Generative AI for incident intelligence
A global financial-data company was drowning in operational noise: roughly 100,000 incident and alert signals every month, and no fast way to separate cause from symptom. We built a generative-AI workflow that cut mean time to detect and resolve in-scope incidents by about 30%, worth an estimated $20 million a year in platform stability.
For a company whose product is data that has to be right and always on, reliability is not a support function. It is the product. When something in the platform degrades, every minute spent noticing it and tracing it back to a cause is a minute of risk to customers who are relying on that data to make decisions.
The Firm generated an enormous amount of operational signal: roughly 100,000 incident and alert data points every month, spread across a large estate of systems. Engineers triaged much of it by hand. For in-scope incidents, mean time to detect and resolve averaged 45 to 60 minutes, and the harder problem wasn’t any single alert. It was the relationships between them. Which failures were related, what the real root cause was, and how far the blast radius reached were all questions that took experienced people time to answer under pressure.
We integrated a generative-AI workflow, built on an enterprise large-language-model engine, directly into the operations pipeline. It correlated those 100,000 monthly signals to surface patterns, point to a probable root cause, and estimate client impact and blast radius, so engineers started from a hypothesis instead of a blank page.
The model was the easy part. Making it useful and safe was the work.
We set automation standards and responsible-model governance for AI-driven operations, taught engineers prompt engineering so they could get reliable results out of the system, and deployed it where it changed an outcome rather than switching it on everywhere at once. The goal was never to take engineers out of the loop. It was to put them further along in it.
What changed, in numbers
What changed, in numbers
| Measure | Before | After |
|---|---|---|
| Mean time to detect and resolve (in-scope incidents) | 45–60 minutes | 32–42 minutes, roughly 30% lower |
| Monthly incident and alert signals correlated | Triaged largely by hand | ~100,000, correlated automatically |
| Estimated annual value | N/A | ~$20 million in platform stability |
This worked because it was pointed at a specific, measured problem and supported by the same four principles behind every Natoma engagement. We educated the engineers who used it, governed how and where it was deployed, chose the technology to fit the work, and measured the result in the one number that mattered: time to resolution. AI earned its place here by making good engineers faster, not by standing in for their judgment. That is the bar we hold it to, and it is the difference between AI that pays for itself and AI that just adds another dashboard.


Exercise requirements - Print exactly the lines from the one containing "Where is footwear?" through the last line of the records below, both included, and nothing else; omit any pictures.
■ ■ ■ ■
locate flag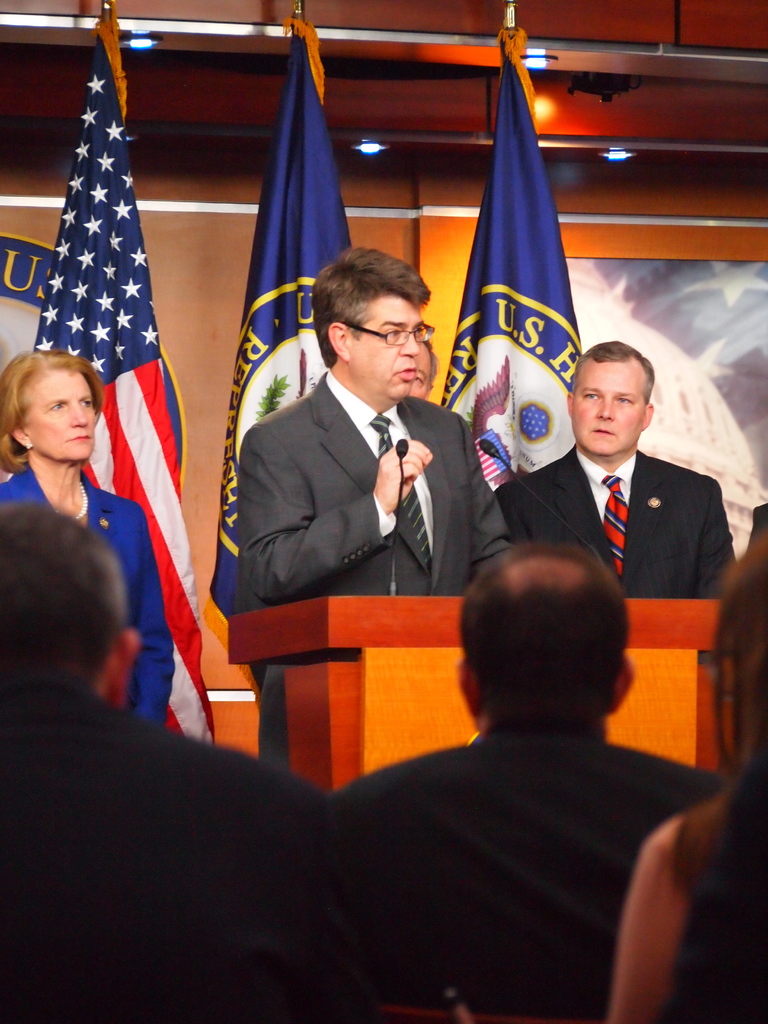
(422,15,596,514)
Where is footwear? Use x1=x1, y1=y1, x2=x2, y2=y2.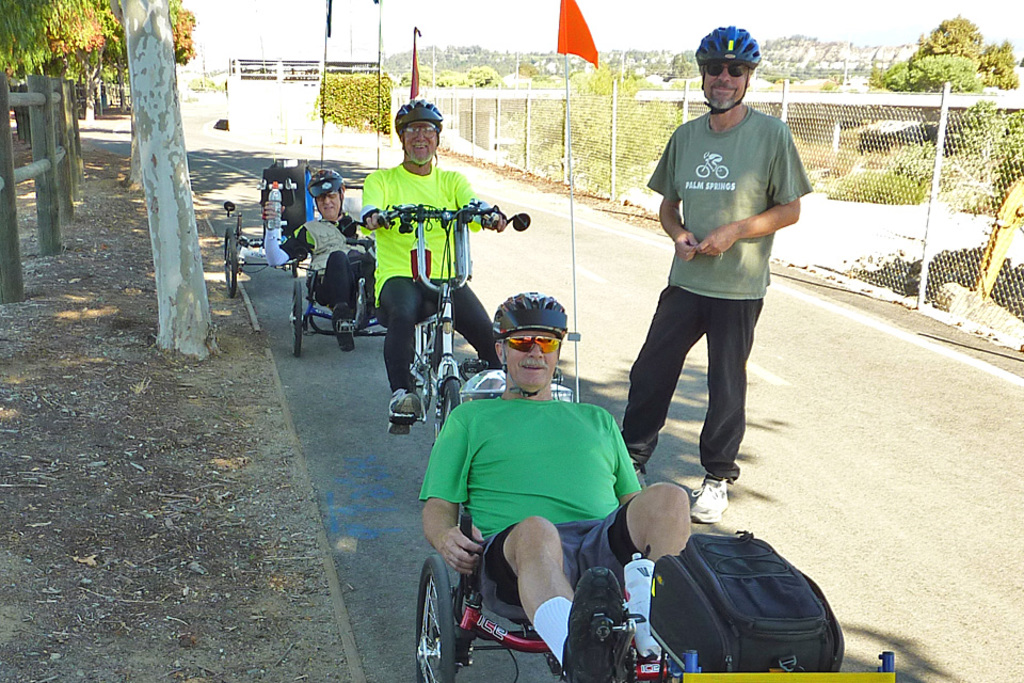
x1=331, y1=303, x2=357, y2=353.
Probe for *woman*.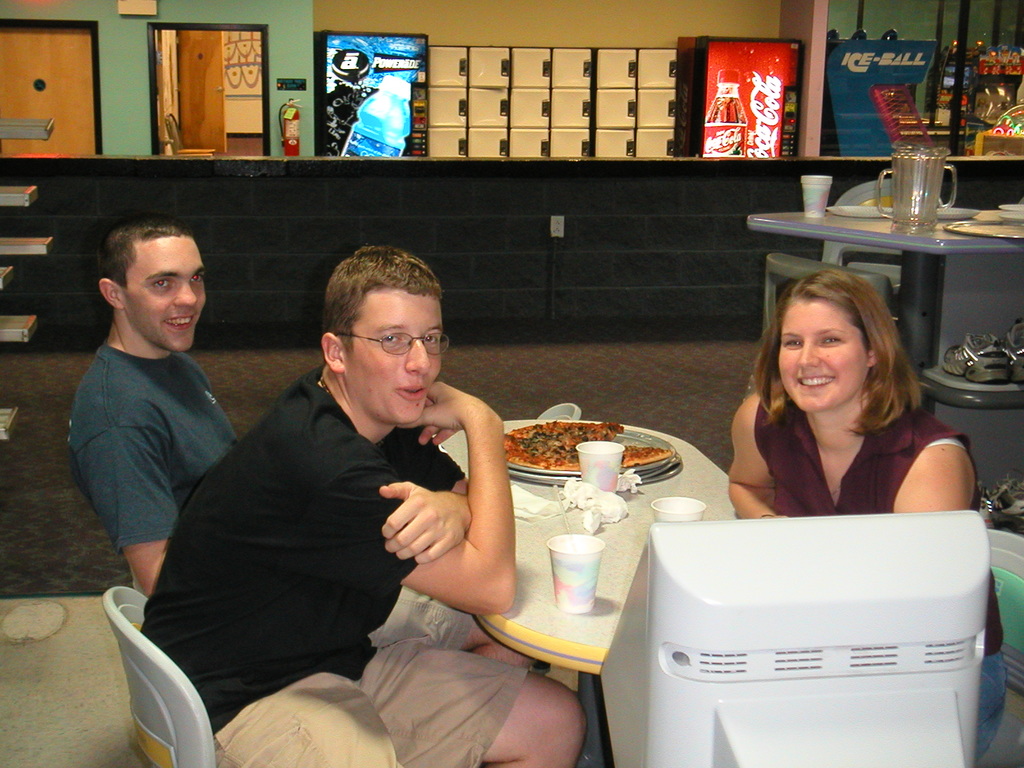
■ ■ ■ ■
Answer to this exercise -
Where is footwear? Use x1=x1, y1=y1, x2=x2, y2=y2.
x1=331, y1=303, x2=357, y2=353.
Probe for *woman*.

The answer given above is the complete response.